Saint Columbkille's Holy Wells, Boherduff, Co. Galway
Co. Galway |
Holy Sites & Wells
Two wells sit side by side in the north-eastern corner of a graveyard in Boherduff, overgrown now with brambles and trees, their stone walls barely distinguishable from the vegetation that has claimed them.
What makes the arrangement quietly unusual is not just the pairing, but the proximity of everything around them: a ruined church to one side, and roughly ten metres to the east, a children's burial ground. Holy wells in Ireland were rarely isolated features; they accumulated associations, and this corner of east Galway carries several layers of them within a very small space.
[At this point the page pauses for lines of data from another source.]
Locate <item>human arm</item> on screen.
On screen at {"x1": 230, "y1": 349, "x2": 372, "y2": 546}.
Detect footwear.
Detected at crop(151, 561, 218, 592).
Holy wells dedicated to Saint Columbkille, the sixth-century monk born in Donegal who founded monasteries across Ireland and eventually on the Scottish island of Iona, are not uncommon across the country, but they tend to appear singly. Here, the two wells are conjoined, each with its own distinct shape and walled surround. The more northerly of the pair is oval in plan, measuring roughly 1.36 metres long, 1.15 metres wide, and 1.2 metres deep. The southerly well is somewhat smaller and subrectangular, approximately one metre by 0.8 metres and slightly shallower. Both are recorded on the Ordnance Survey six-inch maps under the name St. Columbkille's Holy Wells, which suggests they were recognised as a single named place rather than two separate features. The children's burial ground nearby, known in Irish tradition as a cillín, would typically have served as a burial place for unbaptised infants and others excluded from consecrated ground, a common arrangement in rural parishes well into the twentieth century. McCaffrey noted the site in 1952, by which point the wells were already part of a landscape more remembered than actively tended.